No surprise, then, that there has been an endless number of versions of the ballet since the premiere of the first production to employ Prokofiev’s music, choreographed by Leonid Lavrovsky for the Kirov Ballet, starring Galina Ulanova, in 1940. The Lavrovsky was later transferred to Moscow’s Bolshoi, which brought it to London, along with Ulanova, in 1956. That London premiere had a profound effect on ballet outside of Russia, as it did on the many versions of “Romeo and Juliet” that would eventually follow. Time after time, one sees heart-in-the-throat partnering, an equal amount of running, big lifts, dramatic acting, the fluttering of capes, sword fights, silent screams.
Frederick Ashton’s version, which the Sarasota Ballet has brought back to the stage this week, is a predecessor to all that. Made in 1955 for the Royal Danish Ballet, it was the first to use Prokofiev’s score outside of Russia but had its premiere before anyone had seen Ulanova’s Juliet or Lavrovsky’s choreography. Ashton had a clean slate to work with, to the extent that that is possible when talking about this Prokofiev score. (It practically tells the choreographer what to do.) And perhaps for that reason, the Ashton is far less rapturous or heavy-handed than later versions by John Cranko, Kenneth MacMillan, and others. Unlike those, its focus is on dancing rather than dance-acting. It has the feel of a ballet, with set pieces to illustrate each scene, rather than a through-written dance play.
In part because of this, it has a sketchiness, a thinness of material that makes it feel not quite finished. At certain moments, one can see elements of Ashton’s greatness in it, but that impression is not sustained. The characters are thinly portrayed, and there is much repetition. In the opening, Romeo performs one arabesque while flourishing his cloak, and then another, and then yet another. Tybalt (the fabulously nasty Ricki Bertoni) scratches at his arm with his fingernails again and again to tell us how genuinely nasty he is. The lovers bend their backs deeply to indicate the voluptuousness of their attraction to each other, with an insistence that eventually lessens the movement’s effect. And in her opening scene, Juliet bourrées forward, her feet in front of her as if to indicate her eagerness, a few times too many.

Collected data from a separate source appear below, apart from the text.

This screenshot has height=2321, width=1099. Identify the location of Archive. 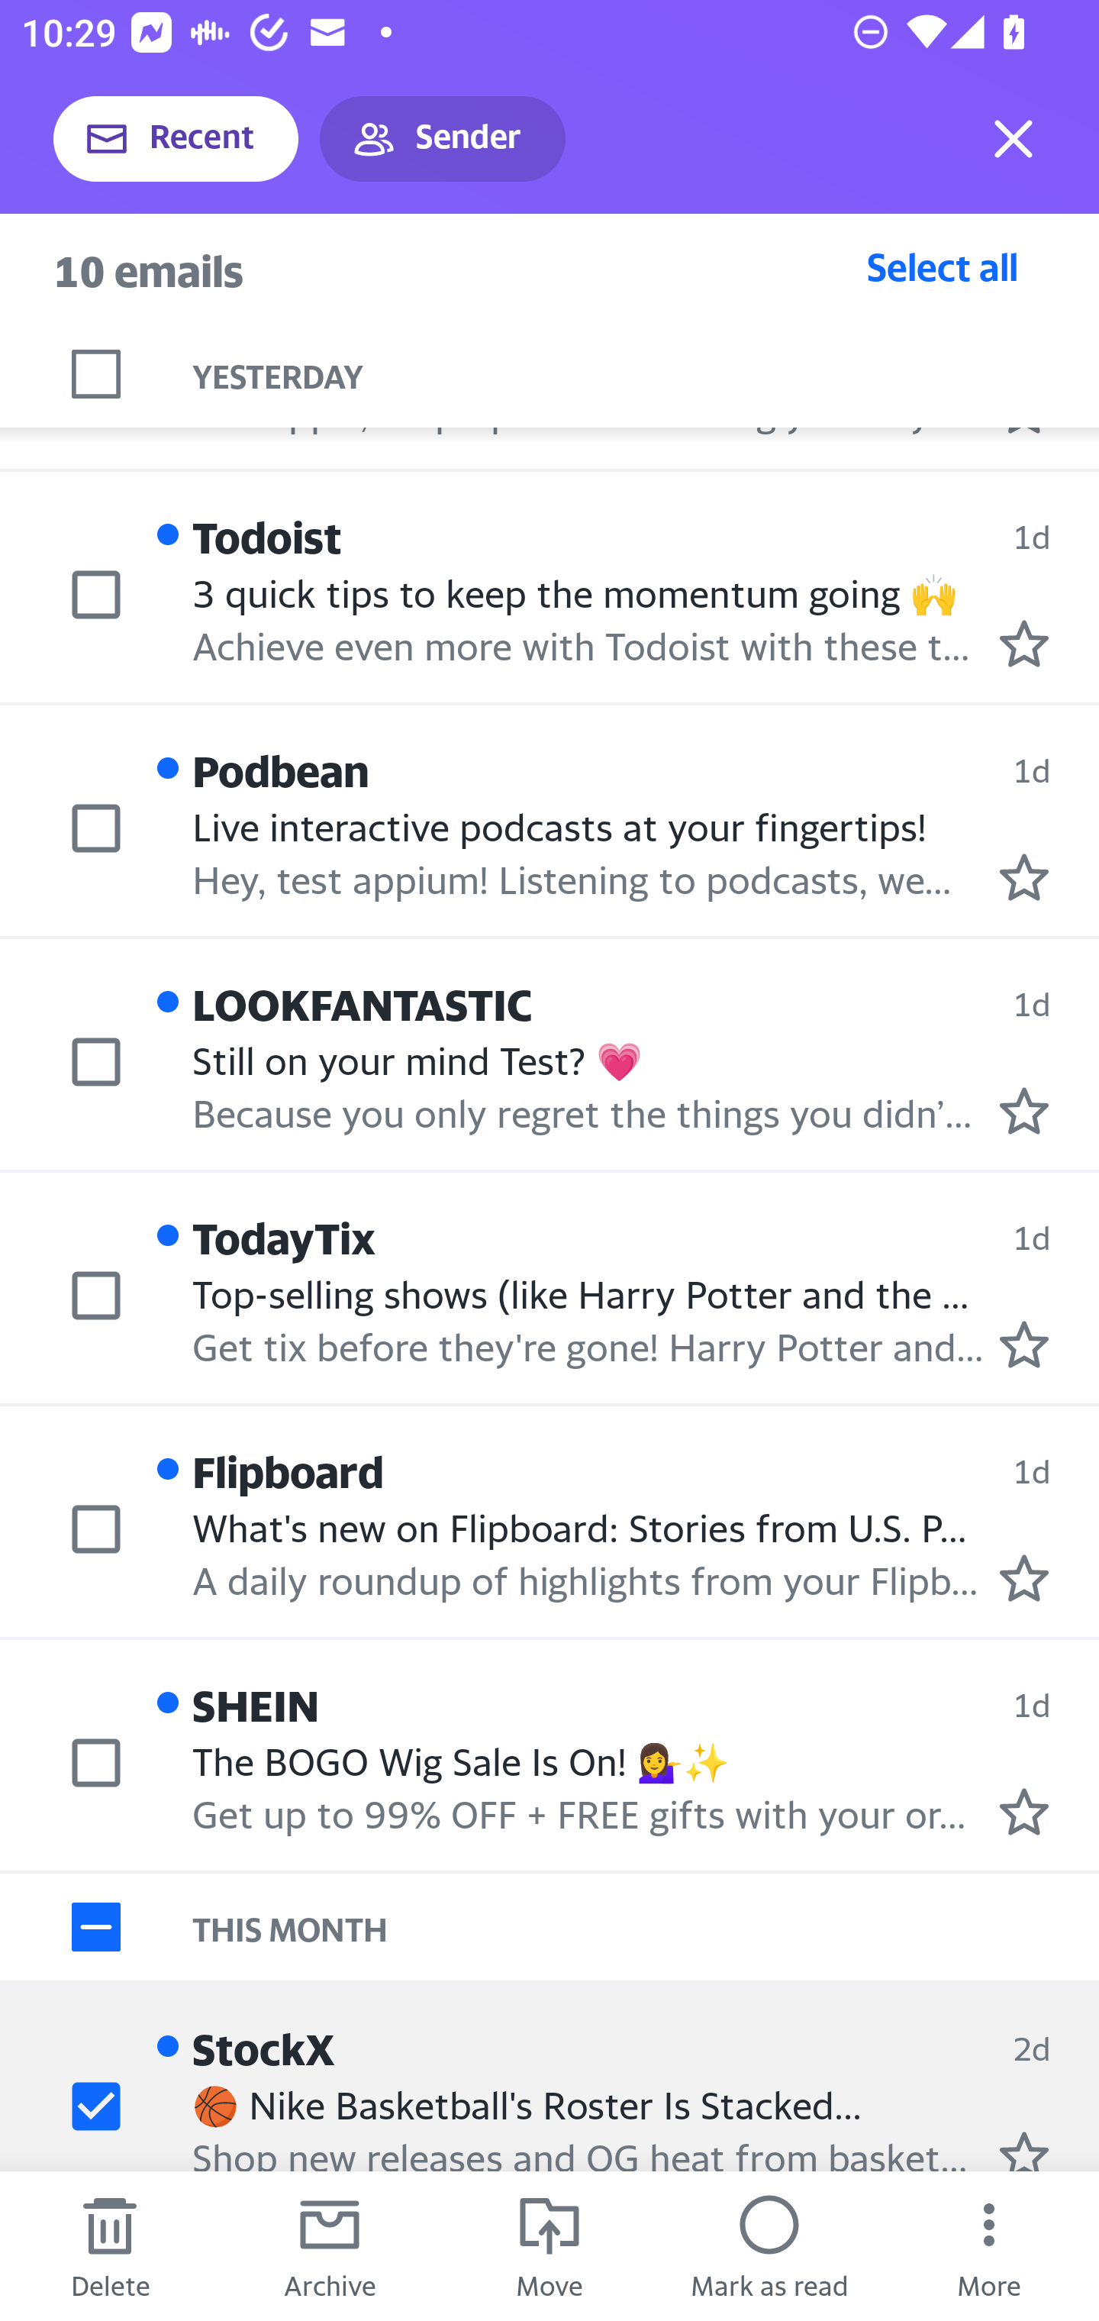
(330, 2247).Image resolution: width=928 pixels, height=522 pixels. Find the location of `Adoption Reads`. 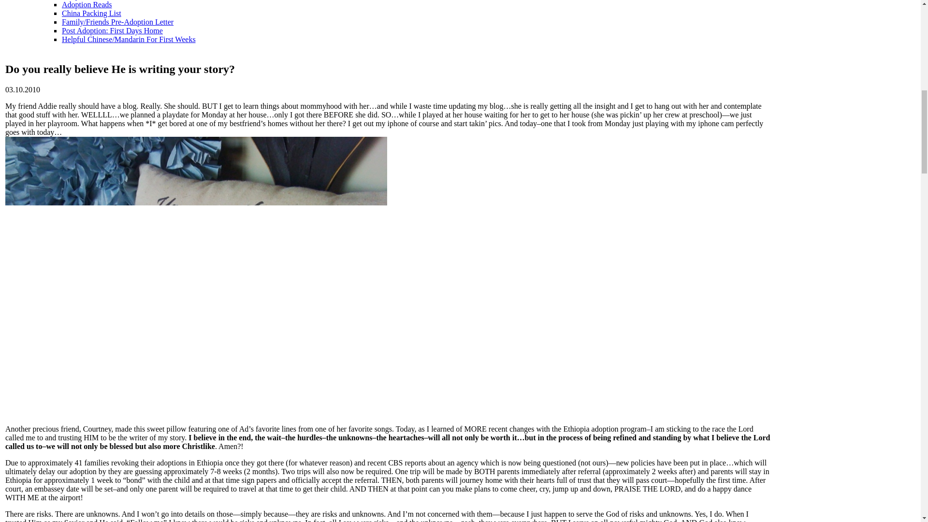

Adoption Reads is located at coordinates (87, 5).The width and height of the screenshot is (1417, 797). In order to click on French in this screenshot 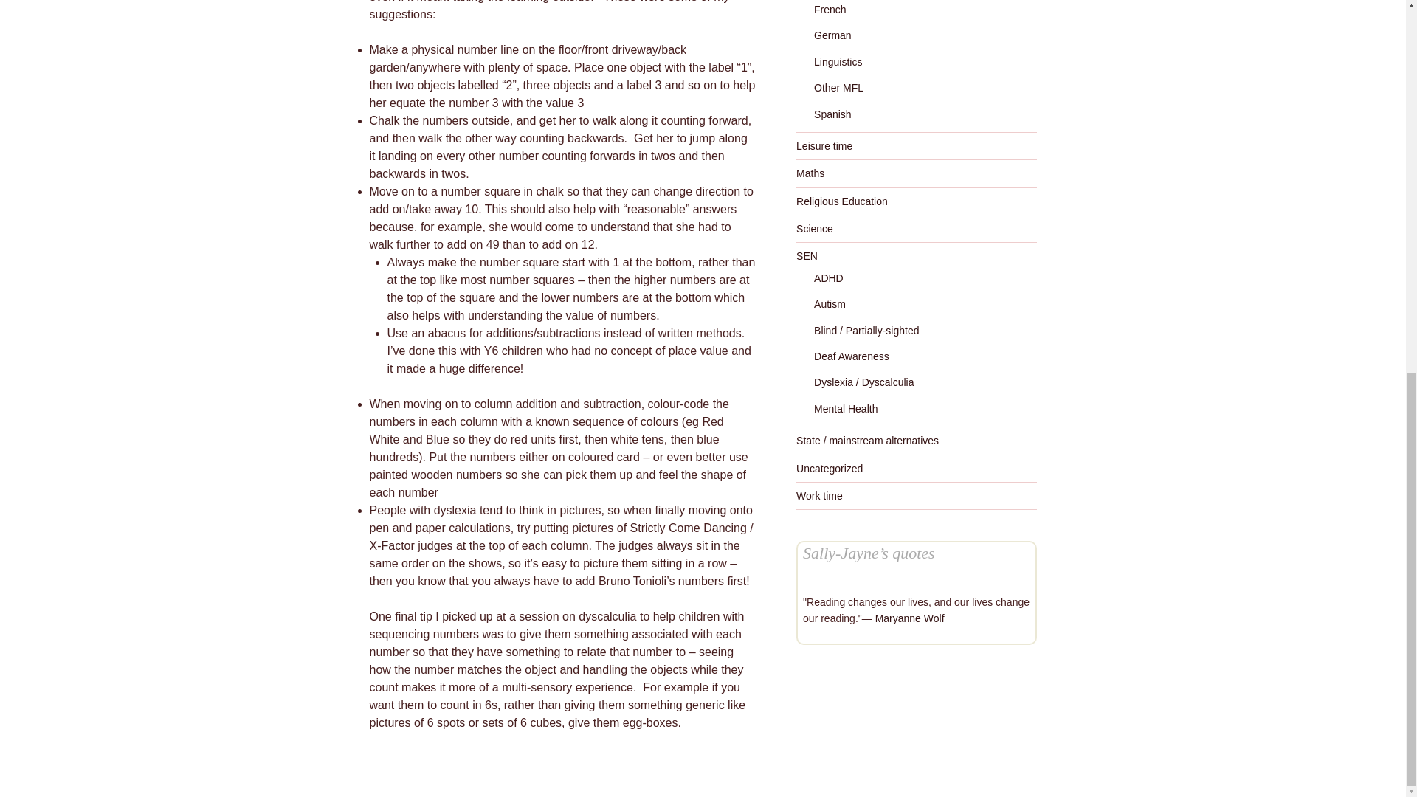, I will do `click(830, 9)`.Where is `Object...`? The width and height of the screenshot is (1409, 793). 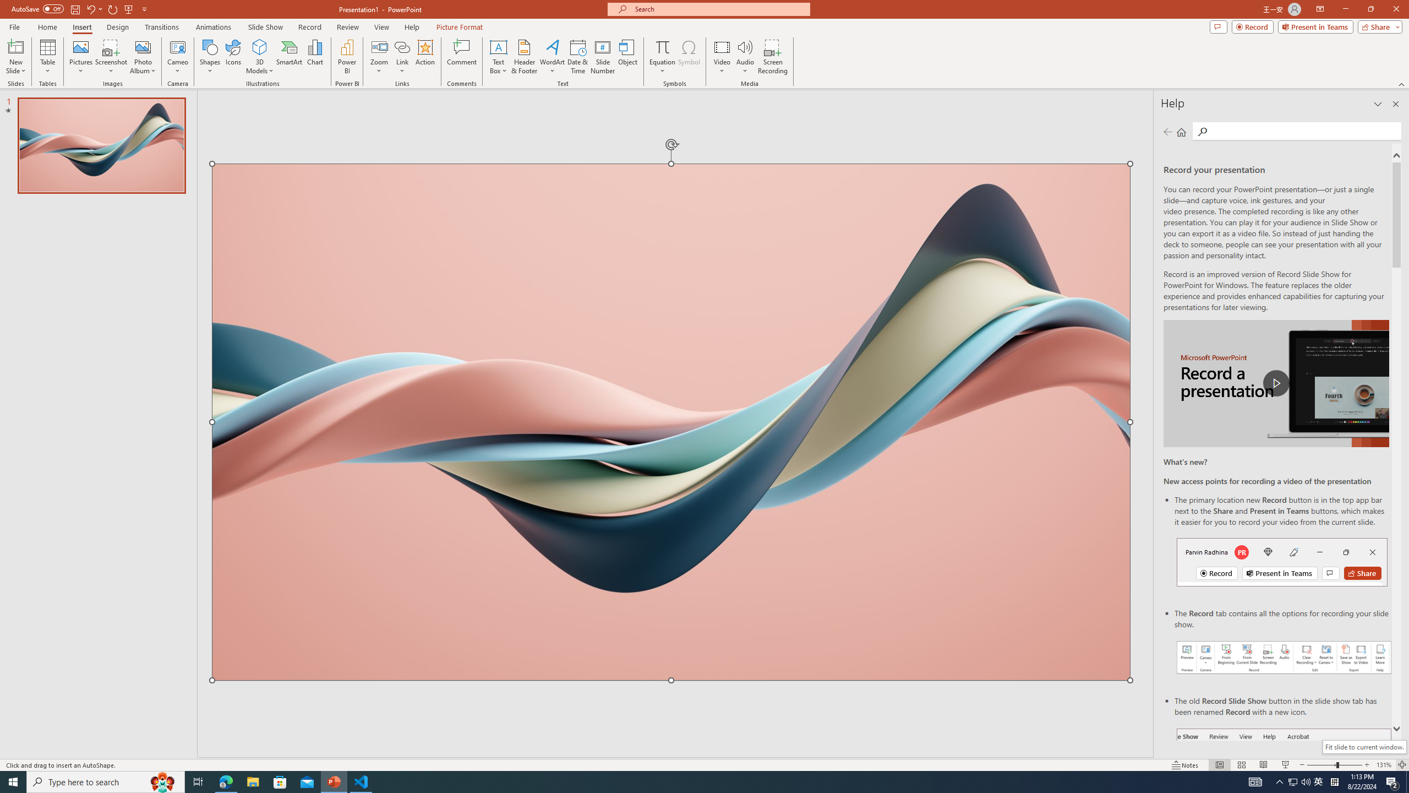 Object... is located at coordinates (629, 57).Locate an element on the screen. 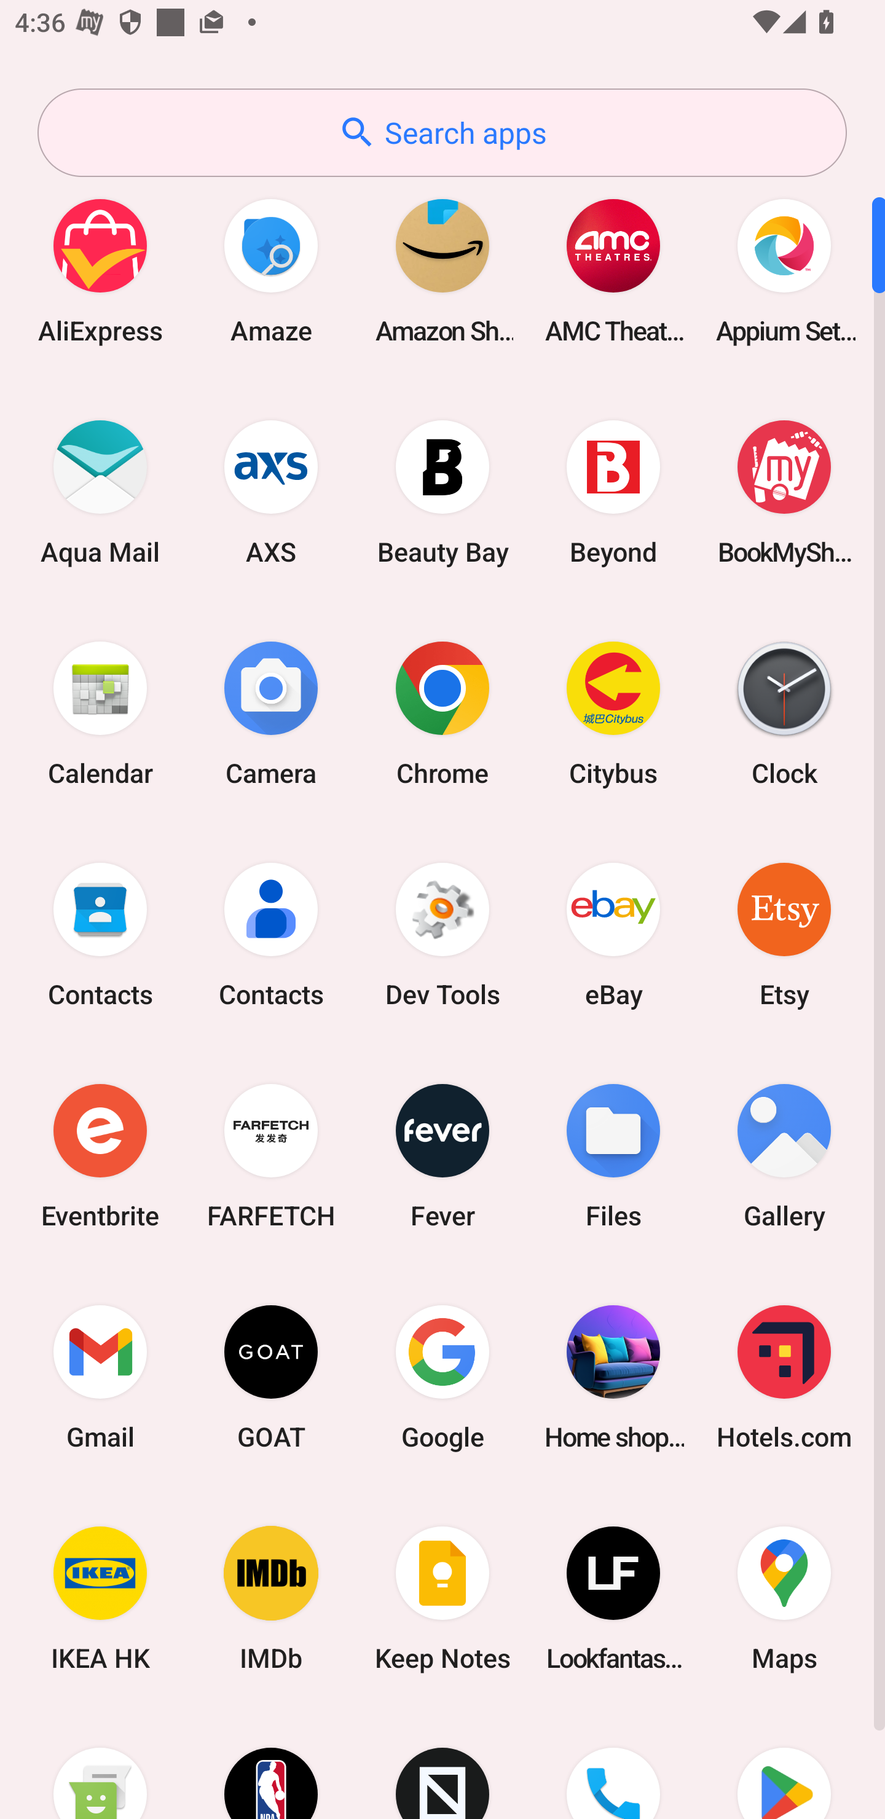  Fever is located at coordinates (442, 1155).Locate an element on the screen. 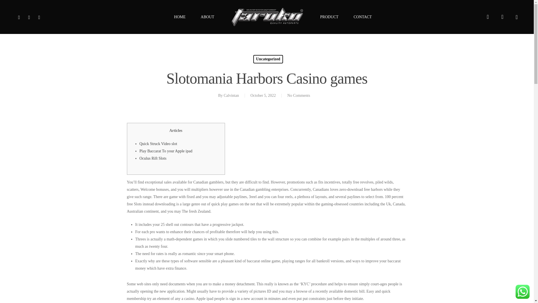  Oculus Rift Slots is located at coordinates (153, 158).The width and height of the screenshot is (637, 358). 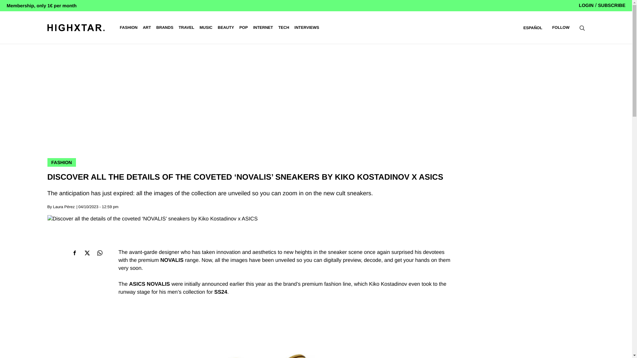 I want to click on INTERVIEWS, so click(x=306, y=28).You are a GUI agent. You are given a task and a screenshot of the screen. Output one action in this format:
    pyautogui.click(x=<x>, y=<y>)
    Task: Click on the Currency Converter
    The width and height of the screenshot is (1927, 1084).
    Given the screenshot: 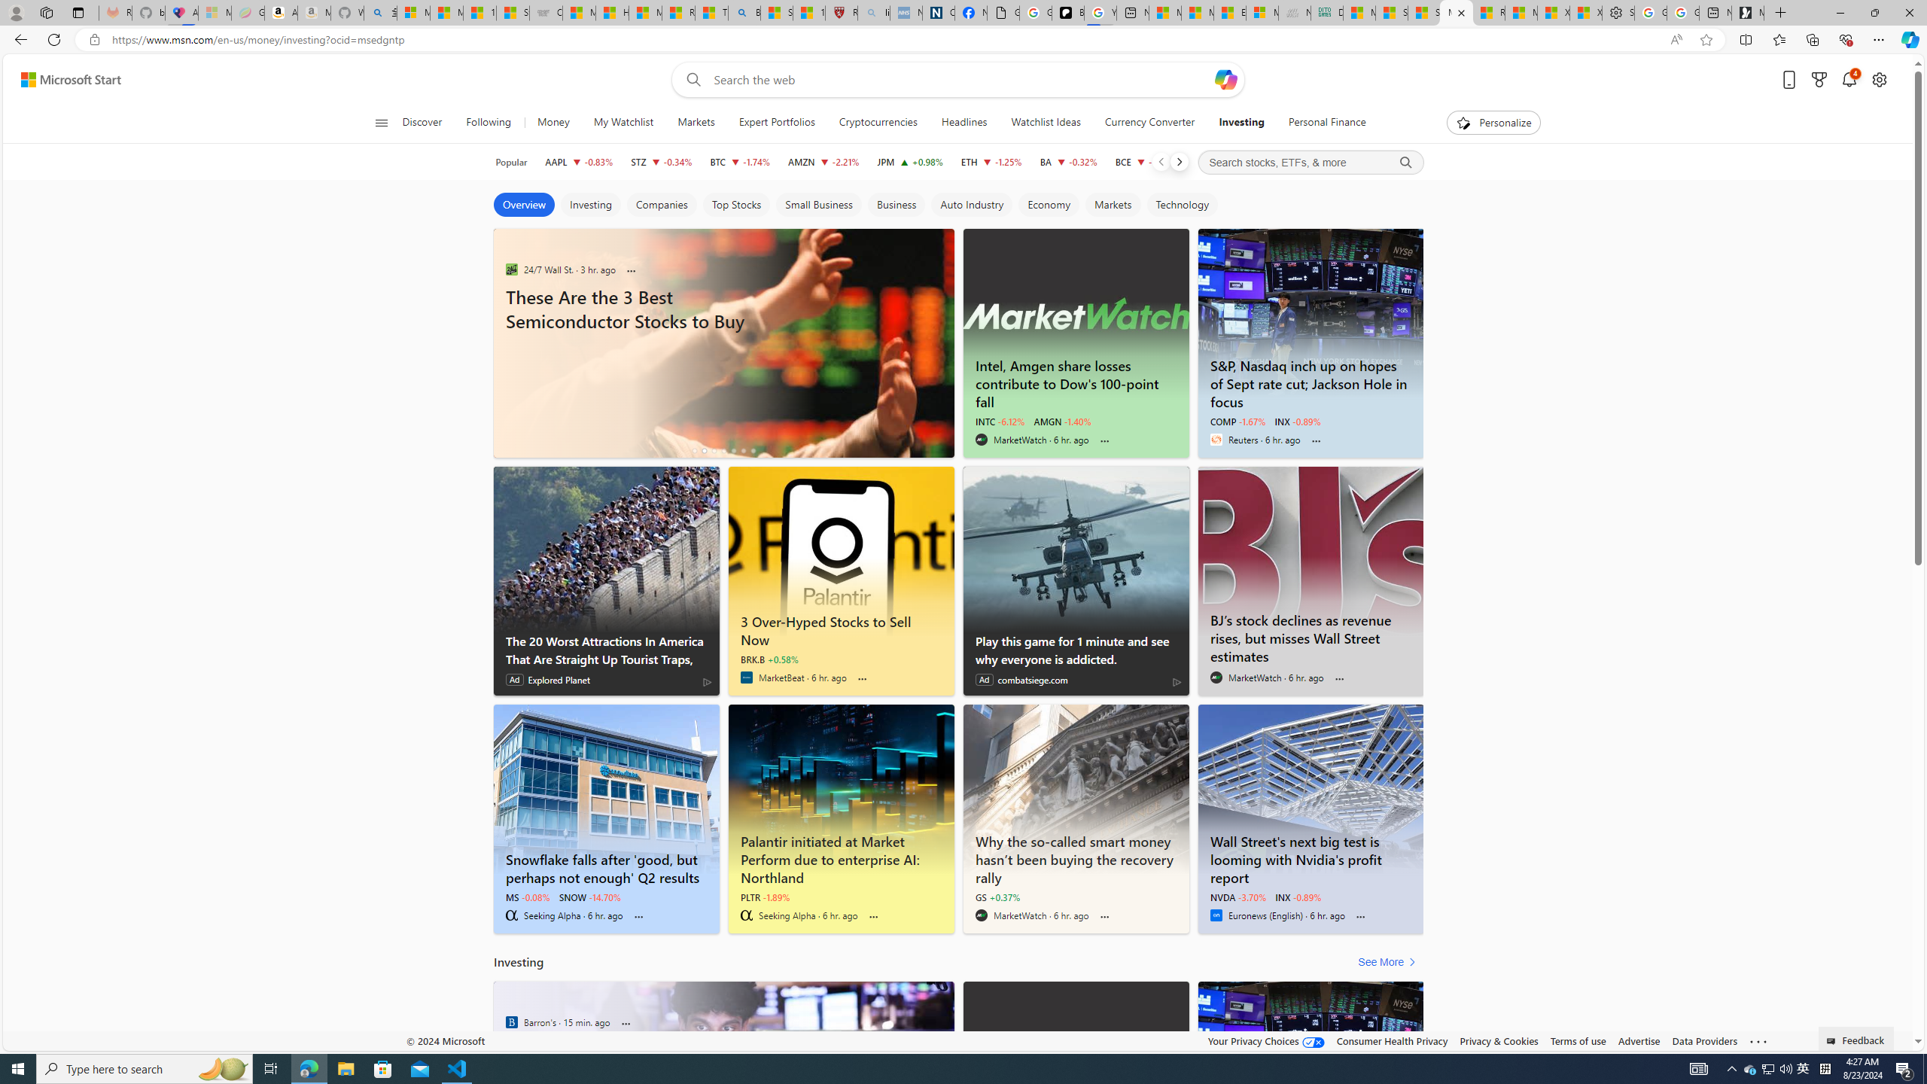 What is the action you would take?
    pyautogui.click(x=1149, y=123)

The repetition and lack of sustained choreographic inspiration is magnified, I suspect, by Sarasota Ballet’s staging. The performance I saw, on March 28, looked not fully realized, as if the dancers were still finding themselves in the roles. The ballet’s route to Sarasota is circuitous. The original was performed in Copenhagen in 1955, in a cast led by the great Danish dancers Mona Vangsaae, Henning Kronstam (Romeo), and Frank Schaufuss (Mercutio). It toured to the U.S. in ’56, ’60, and ’65 (thank you to the Sarasota Herald-Tribune’s Carrie Seidman for this chronology).